Adam Driver and Matt Damon

It is customary to look forward to a new Ridley Scott film with some degree of anticipation. He is a world-class filmmaker who, even at the age of 83, is an intellectual dynamo bursting with new ideas. There just isn’t enough time for Ridley to realise all the projects he has on the go. He has twelve more films in various forms of pre-production, whether as director or producer (and, according to one source, he has another 56 in development). While Ridley’s twenty-seventh film, House of Gucci, is already gathering a head of Oscar steam, his twenty-sixth, The Last Duel, arrives in cinemas ten months late – due to viral complications. Set in France in the 1300s, the film’s talk of plague will no doubt prompt snorts of recognition, although its heart is closer to #MeToo.

This is the true story of Marguerite de Carrouges (Jodie Comer, excellent) who, in 1386, claimed that she was raped by her husband’s squire and best friend, Jacques Le Gris (Adam Driver). To uphold his honour, Marguerite’s husband Jean de Carrouges (Matt Damon) challenges the latter to a duel, the last to be legally sanctioned in French history. And it is a duel to the death, the victor’s triumph confirming either the truth or the fabrication of the charge. So, should Jean fail to ‘uphold his honour’, his death, by God’s will, would sentence Marguerite to be burned alive for being a liar. This sort of injustice is not easy to contemplate today and it is the story that is the film’s brutal strength. So much so that it is told three times, Rashomon-style, from the perspective of Jean, Jacques and, most effectively, from the viewpoint of Marguerite.

Not surprisingly, The Last Duel is visually miraculous. In fact, it seems a shame that the vistas of Medieval Normandy and Paris – with the Notre Dame still under construction – and some of the battles – are not afforded more screen time, as they cannot have come cheap.
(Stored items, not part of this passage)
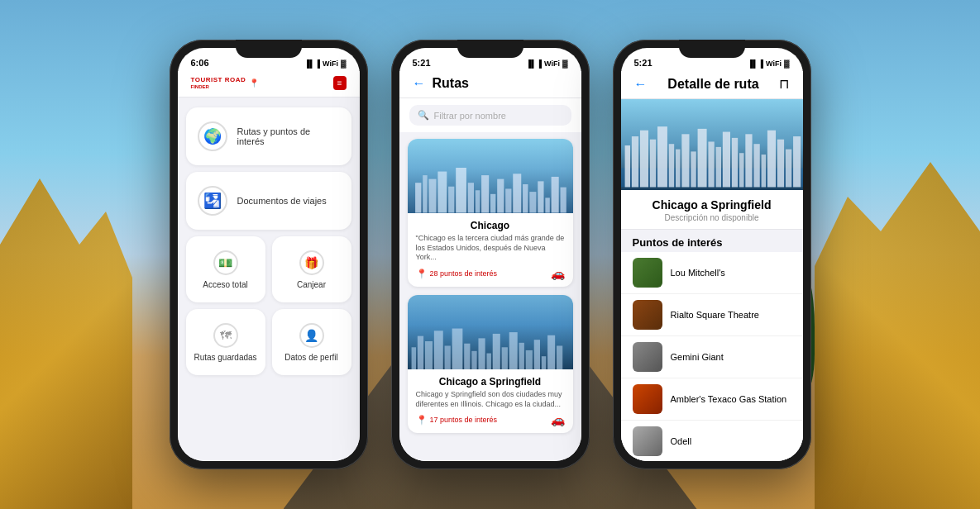 The image size is (980, 509). What do you see at coordinates (331, 64) in the screenshot?
I see `wifi-icon: WiFi` at bounding box center [331, 64].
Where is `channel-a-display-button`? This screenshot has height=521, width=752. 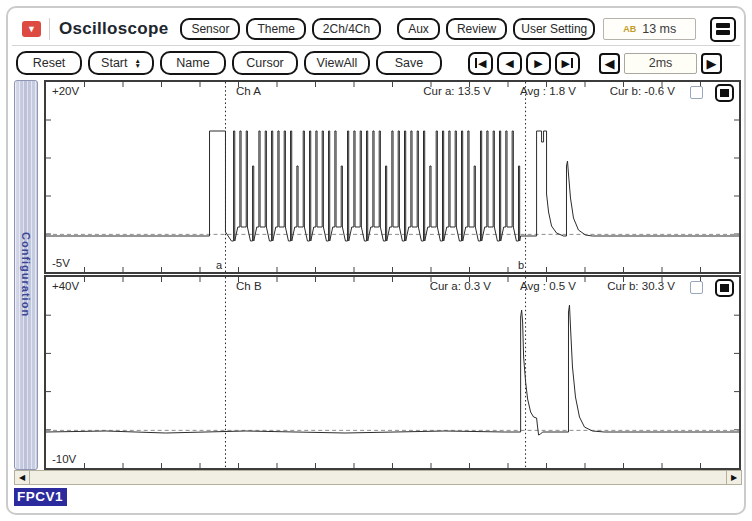 channel-a-display-button is located at coordinates (724, 93).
Additionally, the film would have benefitted from more emotional downtime between Jean and Marguerite, although it may have undermined the conceit of the triple perspective. Indeed, it is not until the final and third chapter that the film wakes up and we see Jean and Jacques for what they truly are – through the eyes of Marguerite. Jean is pious, dull, humourless, vain, self-centred and illiterate. Jacques is literate, articulate, arrogant, crude, offensive and Machiavellian. If at all possible, the film’s third male character, Count Pierre d'Alençon, is even more contemptible, being a debauched, amoral, greedy, sadistic and two-timing count, played with withering insouciance by Ben Affleck. It is to Damon and Affleck’s credit that they were willing to play such unsympathetic men, not to mention the fact that they co-wrote the screenplay, in collaboration with Nicole Holofcener.
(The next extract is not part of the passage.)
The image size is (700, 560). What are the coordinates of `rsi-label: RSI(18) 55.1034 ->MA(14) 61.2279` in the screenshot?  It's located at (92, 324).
The film’s length may prove problematic for some (it is 153 minutes), but there is enough here to keep an audience engaged, particularly had all the superfluous preamble been jettisoned from the outset, sparing us all the flying dates and the plodding, episodic nature of the first half hour. Ridley would also have saved himself a big chunk of his $100m budget. Ultimately, this is Marguerite's story, and not the chronicle of Normandy up until that point (Ridley does love a good battle). The Last Duel is epic stuff, but its core belongs to Marguerite and one senses that had Nicole Holofcener had more of a say, it would have been a better (if less bloody) film.

JAMES CAMERON-WILSON

Cast
: Matt Damon, Adam Driver, Jodie Comer, Ben Affleck, Harriet Walter, Željko Ivanek, Marton Csokas, Alex Lawther, William Houston, Oliver Cotton, Aurélien Lorgnier, Nathaniel Parker, Tallulah Haddon, Sam Hazeldine, Clive Russell, Julian Firth, Caoimhe O'Malley, John Kavanagh, Clare Dunne, Brontis Jodorowsky, Bosco Hogan.

Dir Ridley Scott, Pro Ridley Scott, Kevin J. Walsh, Jennifer Fox, Nicole Holofcener, Matt Damon and Ben Affleck, Screenplay Nicole Holofcener, Ben Affleck and Matt Damon, from the book by Eric Jager, Ph Dariusz Wolski, Pro Des Arthur Max, Ed Claire Simpson, Music Harry Gregson-Williams, Costumes Janty Yates, Dialect coach Tim Monich.

Scott Free Productions/Pearl Street Films/TSG Entertainment-Walt Disney Studios Motion Pictures UK.
153 mins. USA/UK. 2021. Rel: 15 October 2021. Cert. 18.